With heart-rending scenes of police rounding up frightened African migrants on the nightly news, Prime Minister Binyamin Netanyahu pledged at the weekly cabinet meeting Sunday an orderly deportation process that will "preserve the dignity" of those slated for expulsion.
"The first plane of illegal infiltrators will leave tonight for South Sudan," Netanyahu said. "Next week another plane will leave. The government is today essentially starting the return of the illegal infiltrators to their lands of origin."
Netanyahu said the government is dealing with the migrant problem through the completion of the border fence with Egypt within the next few months; an expedited process to deport infiltrators, in some cases to third countries: and taking away the motivation for others to come to Israel by implementing a number of steps.
These disincentive steps include ending the practice of directing infiltrators to Tel Aviv or other locations, and rather transferring them directly to detention centers where they can be held for up to two years. In addition, Netanyahu said the Knesset approved a law last week to level strict penalties on employers giving the migrants work.

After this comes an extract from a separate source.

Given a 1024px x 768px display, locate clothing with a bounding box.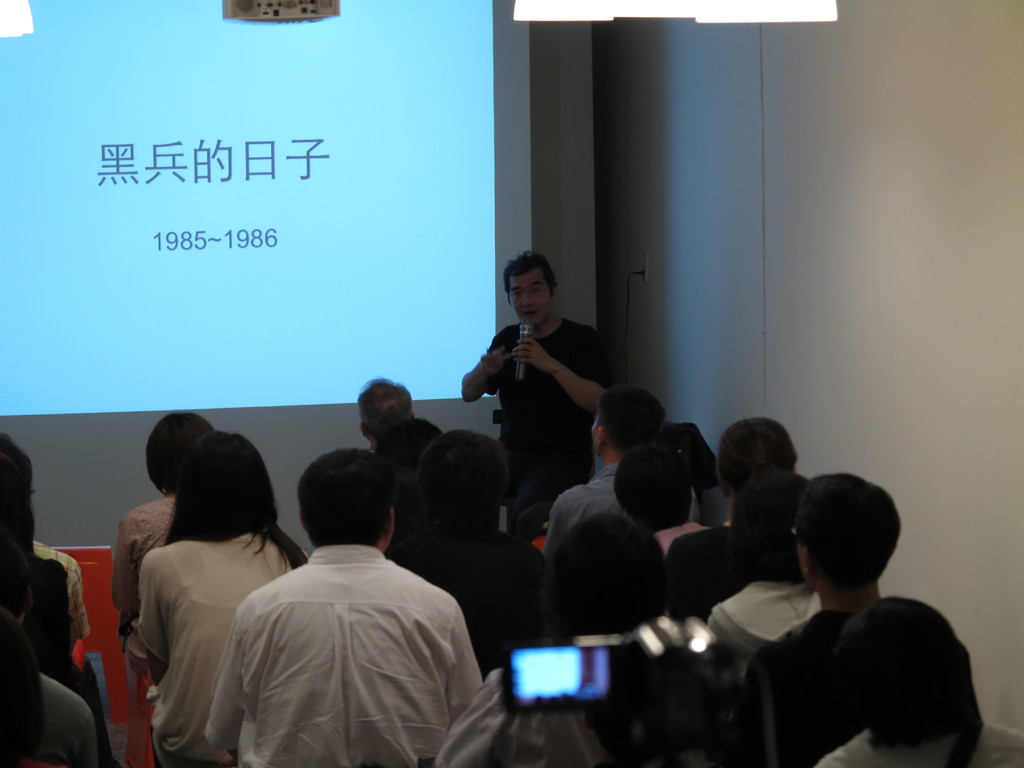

"The infiltrators come here to work," Netanyahu said. "If there will not be work for them here they will have no reason to come."

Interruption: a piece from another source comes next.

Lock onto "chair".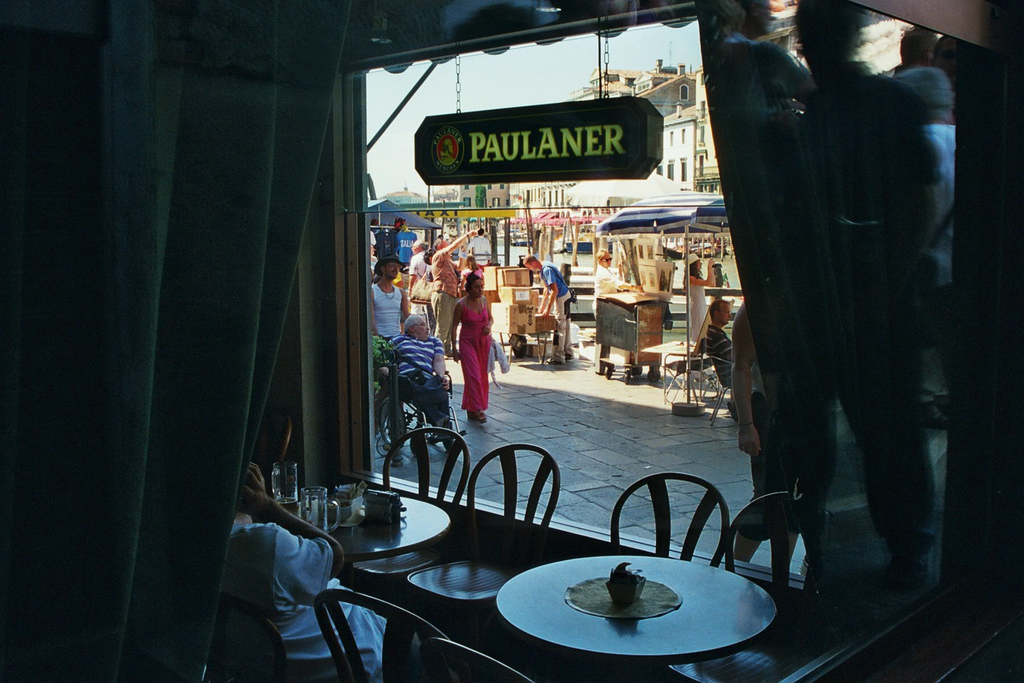
Locked: Rect(404, 440, 565, 659).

The Population, Immigration and Borders Authority (PIBA) had announced on Friday that it was extending a one-week deadline for South Sudanese migrants to voluntarily leave Israel in exchange for 1,000 euros and a flight ticket home courtesy of the State of Israel. The Interior Ministry issued the ultimatum last week, saying the migrants would be arrested and expelled after the deadline was up.
PIBA stated that some 300 people in the South Sudanese migrant community had already opted to leave voluntarily. The entire community is estimated at between 700 and 1,500 people. The one-week deadline was extended due to the relative success of the operation, according to PIBA, which did not specify until when it would extend the deadline. “Operation Going Back Home” was put into effect after the Jerusalem District Court ruled last week that the South Sudanese would not be in physical danger if they were returned to their country.